Healthy curly fries are a lie

A bald-faced lie.*

When it comes to nutrition, I try to nail the basics. I have a large regimen of supplements I take daily, I work hard to hit my five veggies per day, I drink the lawn clippings that are powdered greens, and I shoot for a minimum of 64 ounces of water (and no, sadly, I don’t count my coffee, otherwise I’d easily double that number).

While I try to focus on eating whole foods and avoiding processed stuff, I also have my 20% of the time (sometimes 30% or 40%) when I eat what I want. Usually on Friday nights.

And one of my favorite splurges is curly fries.

Looooooove me some curly fries.

Which is why, in perusing the internet for healthy recipes, zoodle curly fries caught my attention. Zoodles, if you’re unfamiliar, are strands of zuchinni that you spiralize into noodles. You can use them in place of pasta as a healthy alternative.

I’m not a huge fan of pasta, so I never mind the substitution. Which is why I thought I’d give the zoodle curly fries a whirl.

The end result?

Well, after dipping spiralized veggies in egg and rolling them around in a Parmesan cheese breading mixture, my hands were covered in something akin to baby vomit and the green strands on the baking sheet looked like a pile of grass-puke from my dog Vinnie.

Sheila popped out to the kitchen to survey my progress.

“Stop pretending that’s going to be a curly fry.”

I was hanging on to some optimism though. I mean they hadn’t even gone into the oven yet. I showed her the picture of the golden brown zoodle fries on my iPad and insisted that this was going to be a worthy, healthy alternative.

“Keep telling yourself that,” she said, walking away.

I looked from the picture back at my baking sheet of sadness.

Do you ever have that point in trying a new recipe when you realize that it’s going to be an epic failure? Every time you cook? No? Oh. Me either….

After an hour in the oven, I had baked baby vomit strands and the crushing realization that I’d been avoiding for so long.

It was time to call a spade a spade.

A zoodle is a zoodle. And nothing about a zoodle, baked, air fried (although I suspect this would be better), or otherwise is only ever going to be a zoodle. Nothing about a zoodle is going to come anywhere close to tasting like the hot, crispy deliciousness that is a curly fry.

I’m all for finding healthy alternatives when it comes to my nutrition. But, while I like habinaro baked chic peas and find them tasty, if I put more than three in my mouth at the same time they suck all of the saliva like the saltine-sponge that they are. And while I don’t mind them as a crunchy alternative, they are not Doritos.

Sometimes you want some variety and a healthy alternative to stay on par with your nutrition and zoodle fries, chic peas and soggy-home made kale chips are worth the effort.

But, as with putting cream in your coffee, life is too short to pretend that zoodle fries are curly fries.

Sometimes you just have to eat the curly fries.

*Most sources agree that the original expression, coined in the late 1600s, was actually barefaced lie. At that time, bare meant brazen or bold. At that time in history, almost all men sported a full set of whiskers, and it was considered quite daring or even audacious for a male to be clean-shaven, or barefaced. Eventually, the word for “hairless” went from bare to bald, and so did the description of a blatant fib.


TASK DIRECTIONS: When you find the word "right" in a line of the entries, please copy the whole line.

Figure content listings:
· · · · ·
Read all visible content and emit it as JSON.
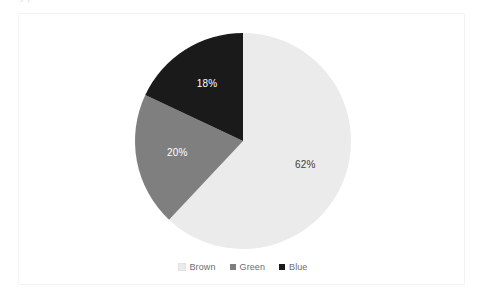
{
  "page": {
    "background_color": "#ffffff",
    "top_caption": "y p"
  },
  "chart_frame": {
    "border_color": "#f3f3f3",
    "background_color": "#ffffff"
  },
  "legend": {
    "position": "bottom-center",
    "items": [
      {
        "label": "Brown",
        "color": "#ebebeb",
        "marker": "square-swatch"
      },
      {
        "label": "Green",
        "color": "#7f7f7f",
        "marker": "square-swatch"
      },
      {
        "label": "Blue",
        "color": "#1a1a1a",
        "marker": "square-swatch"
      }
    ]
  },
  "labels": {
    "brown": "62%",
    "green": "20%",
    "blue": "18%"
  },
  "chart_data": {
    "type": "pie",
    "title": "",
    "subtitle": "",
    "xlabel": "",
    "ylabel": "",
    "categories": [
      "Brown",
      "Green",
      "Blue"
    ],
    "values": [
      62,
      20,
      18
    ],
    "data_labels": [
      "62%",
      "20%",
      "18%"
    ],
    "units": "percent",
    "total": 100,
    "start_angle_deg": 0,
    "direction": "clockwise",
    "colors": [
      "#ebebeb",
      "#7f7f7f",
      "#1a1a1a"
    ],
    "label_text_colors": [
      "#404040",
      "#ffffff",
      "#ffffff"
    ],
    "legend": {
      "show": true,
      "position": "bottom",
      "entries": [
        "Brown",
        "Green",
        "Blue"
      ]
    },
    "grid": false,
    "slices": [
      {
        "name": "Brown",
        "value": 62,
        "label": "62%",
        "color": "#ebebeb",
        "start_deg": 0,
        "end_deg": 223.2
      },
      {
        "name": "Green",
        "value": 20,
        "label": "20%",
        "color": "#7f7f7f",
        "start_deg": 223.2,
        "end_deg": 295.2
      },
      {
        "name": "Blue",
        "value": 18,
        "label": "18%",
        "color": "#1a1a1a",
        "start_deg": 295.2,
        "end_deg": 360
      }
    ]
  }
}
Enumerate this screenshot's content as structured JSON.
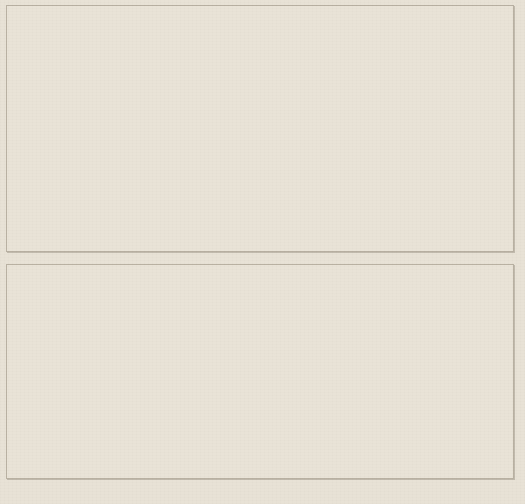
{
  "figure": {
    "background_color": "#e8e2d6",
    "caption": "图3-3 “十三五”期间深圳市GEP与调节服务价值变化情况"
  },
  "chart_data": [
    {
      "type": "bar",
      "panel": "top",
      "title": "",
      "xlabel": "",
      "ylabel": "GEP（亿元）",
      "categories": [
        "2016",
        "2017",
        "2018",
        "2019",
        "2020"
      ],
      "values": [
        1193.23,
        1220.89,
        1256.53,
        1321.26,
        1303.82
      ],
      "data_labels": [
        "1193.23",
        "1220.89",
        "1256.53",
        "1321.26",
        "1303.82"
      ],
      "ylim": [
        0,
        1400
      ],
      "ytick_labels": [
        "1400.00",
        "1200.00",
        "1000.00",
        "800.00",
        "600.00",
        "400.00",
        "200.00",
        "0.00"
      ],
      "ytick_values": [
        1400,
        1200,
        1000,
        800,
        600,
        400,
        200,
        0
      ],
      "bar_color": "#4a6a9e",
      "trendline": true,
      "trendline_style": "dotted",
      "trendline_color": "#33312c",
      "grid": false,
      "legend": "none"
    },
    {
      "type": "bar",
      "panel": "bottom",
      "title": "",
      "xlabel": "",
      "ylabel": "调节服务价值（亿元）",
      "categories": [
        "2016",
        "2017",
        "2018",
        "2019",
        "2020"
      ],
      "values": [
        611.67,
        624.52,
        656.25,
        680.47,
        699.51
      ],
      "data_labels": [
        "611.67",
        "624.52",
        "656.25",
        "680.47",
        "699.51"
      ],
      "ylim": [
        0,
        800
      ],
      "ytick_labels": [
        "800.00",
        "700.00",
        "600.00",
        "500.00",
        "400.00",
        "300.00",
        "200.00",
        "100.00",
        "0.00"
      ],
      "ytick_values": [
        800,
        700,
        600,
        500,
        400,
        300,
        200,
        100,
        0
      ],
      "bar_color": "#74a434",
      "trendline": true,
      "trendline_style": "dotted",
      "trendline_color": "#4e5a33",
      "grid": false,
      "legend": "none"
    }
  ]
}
· · · · ·
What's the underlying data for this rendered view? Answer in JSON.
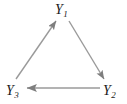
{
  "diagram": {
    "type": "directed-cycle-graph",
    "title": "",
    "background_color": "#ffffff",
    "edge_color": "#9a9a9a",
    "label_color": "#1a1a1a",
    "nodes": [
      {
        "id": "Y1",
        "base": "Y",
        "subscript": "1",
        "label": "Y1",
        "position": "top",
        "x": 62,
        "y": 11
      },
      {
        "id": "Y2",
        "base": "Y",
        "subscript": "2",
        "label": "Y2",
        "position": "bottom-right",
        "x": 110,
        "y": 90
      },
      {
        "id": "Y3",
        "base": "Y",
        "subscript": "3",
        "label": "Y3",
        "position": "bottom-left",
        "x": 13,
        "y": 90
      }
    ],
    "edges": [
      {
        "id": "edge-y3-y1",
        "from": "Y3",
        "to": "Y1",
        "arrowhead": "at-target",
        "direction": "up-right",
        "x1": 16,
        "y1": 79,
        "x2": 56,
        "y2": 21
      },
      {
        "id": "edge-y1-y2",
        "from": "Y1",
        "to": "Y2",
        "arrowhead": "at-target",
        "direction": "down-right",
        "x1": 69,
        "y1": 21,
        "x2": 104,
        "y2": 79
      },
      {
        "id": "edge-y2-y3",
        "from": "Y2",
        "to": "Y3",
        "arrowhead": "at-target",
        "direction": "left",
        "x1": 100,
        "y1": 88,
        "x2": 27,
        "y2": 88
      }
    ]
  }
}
· · · · ·
SOLUTION TO THE EXERCISE:
        "position": "bottom-right",
        "direction": "up-right",
        "direction": "down-right",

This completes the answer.